On 1/9/25 07:02, Marko Hoyer wrote:
Am 09.01.25 um 00:26 schrieb Rob Landley:
CONFIG_EARLY_PRINTK output is emitted before interrupts are enabled
(last I checked they didn't kick in until RIGHT before PID 1 gets
forked off), so the early output drivers spin waiting for the next
character to go into the buffer (the memory mapped register ones look
something like "while (MASK&*status); *output = *data++;" in a for
loop) and the printk() call can't return until all the data has been
queued to the serial hardware, so you spend a lot of time blocked in
printk().
Hi Rob,
thx for the explanation, helps further!
* This implementation would explain the observed behavior.
* What I'm not understanding yet: logs from systemd delay systemd the
same way as seen in the kernel. Looks like the issue is not solved even
when PID 1 is started. As said, It can be something specific to single
core SoCs or even just to RPI Zero W. I'll check ...
Buffering or not in the char device is a driver choice. If your serial
hardware has a small FIFO buffer and the driver doesn't do its own layer
of output buffering (with a tasklet or something to copy the data to the
hardware), then the write() syscall will block waiting for the data to
go out. (Writes to filesystems stopped doing this back around 2.0 or
something, when they rewrote the vfs to be based on the page cache and
deentry cache, meaning ALL filesystem writes go through that now unless
you say O_DIRECT to _ask_ for it to block, which isn't even always
honored. But for some reason the TTY layer drives people insane, and
char devices have been given a wide berth...)
There's a similar issue with some xterms where "make -j16 build"
spamming lots of output to a display terminal can run significantly
slower than "make -j16 build | cat" because the linux pipe
infrastructure inserts a pipe buffer (ulimit -p says 8 but I think
that's _pages_ so 32k? Except in 2.6.11 it was 64k? Eh, not looking it
up...) so the writes from each cc instance go into the pipe buffer and
return immediately when it's not full, whereas writes to a terminal
device block until the terminal has finished updating (which includes
scrolling the screen).
If I recall (many years ago), the kde terminal implementation included a
buffer of its own (immediately returned before updating), and the gnome
one didn't (blocked until x11 display update completed), so foreground
builds were faster under kde.
And the gnome guys' answer was to spray everything down with 3D
acceleration so the GPU was scrolling the screen for you, because of
course it was.
Anyway, serialized latency has _always_ killed throughput, because it's
a cost you can't get BACK. The kernel guys used to know this:
https://yarchive.net/comp/linux/raid0.html
Hence the old high school math problem: if you have 2 hours to go 100
miles and you travel the first 40 miles at 20 miles per hour, how fast
do you have to go the rest to make it on time? Answer: you'd have to
instantaneously teleport because you spent 2 hours going 40 miles and
your time is up with 60 miles left to go. Optimizing the wrong part
DOESN'T HELP.
As said in another mail: I do not know a valid (production) use case in
which kernel logs need to be dumped to a serial console. I regard this
mechanism only as useful for development purposes (in which fast boot is
probably not so relevant). Please correct me if I'm wrong, would be
happy to learn about such use cases.
Based on that I think option 3) is the best options for most cases.
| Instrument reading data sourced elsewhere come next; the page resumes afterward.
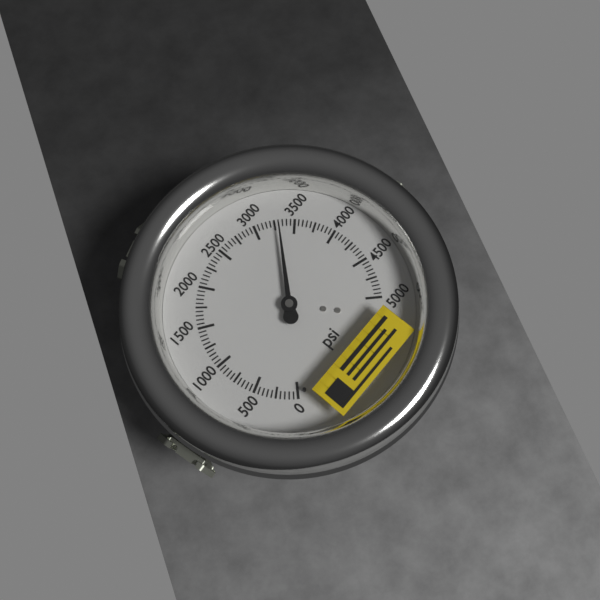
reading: 3300 psi
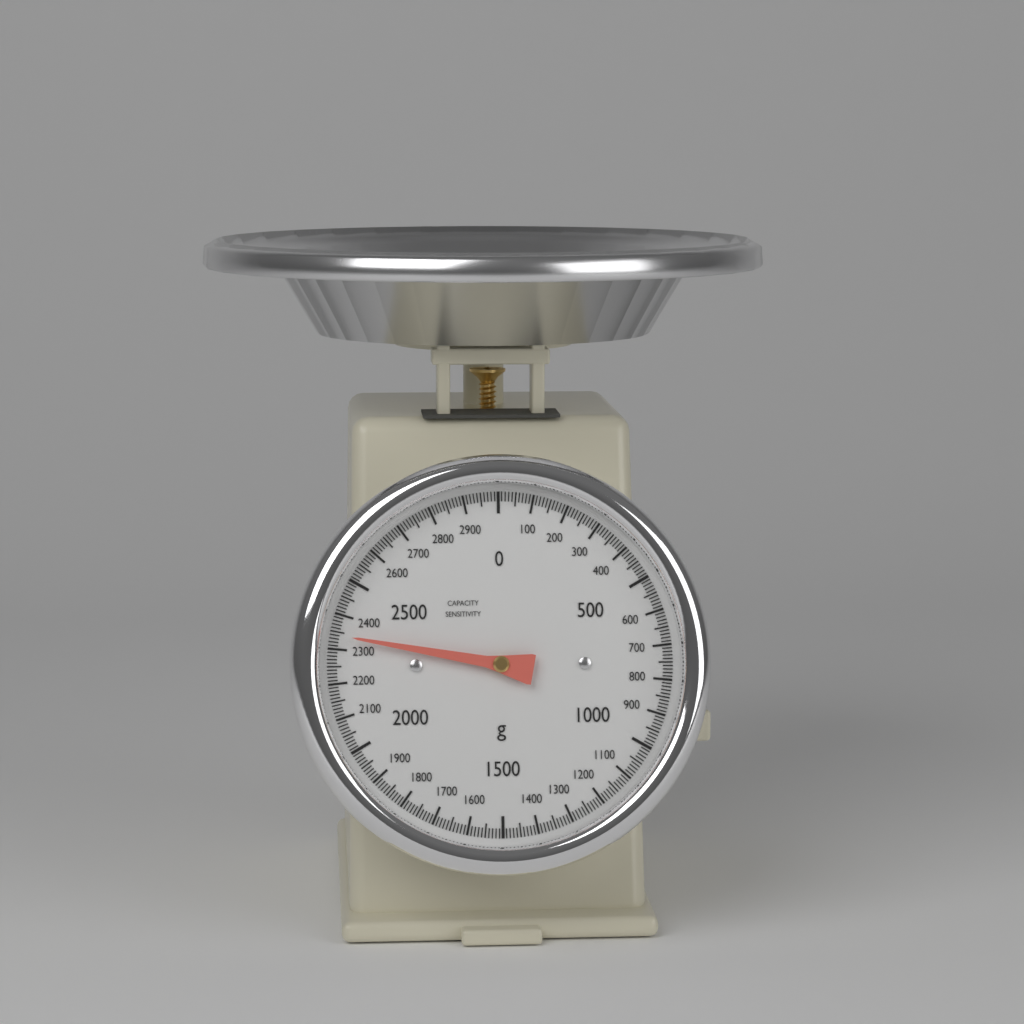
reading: 2340 g
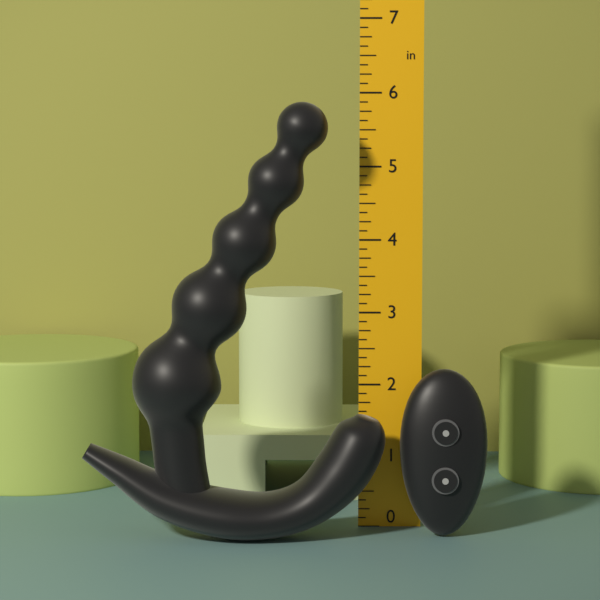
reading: 5.875 in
You can adjust the loglevel so they still go into dmesg but don't go out
to the console, which theoretically shouldn't be THAT slow? (At least
cpu limited rather than wait-for-hardware.)
But keep in mind that a lot of kernel devs seem actively trying to
sabotage embedded development, and the dmesg metadata is now multiple
times the size of the actual payload.
https://lkml.iu.edu/hypermail/linux/kernel/2412.0/00045.html
So trimming the dmesg buffer size is probably ALSO a good idea on modern
embedded systems, because WHAT THE FSCK? Also, I dunno how much cpu time
all that metadata fapping takes. (Before systemd, this was just text
going into a ring buffer. But systemd couldn't cope with that because
https://www.theregister.com/2014/04/05/torvalds_sievers_dust_up/ and
https://en.wikipedia.org/wiki/Systemd#History and of course
https://www.linux.com/news/fun-photo-greg-kroah-hartman-crowned-systemd-hackfest/
thus the data structures in the kernel had to become far more complex
after about 30 years of NOT being like that, because systemd.)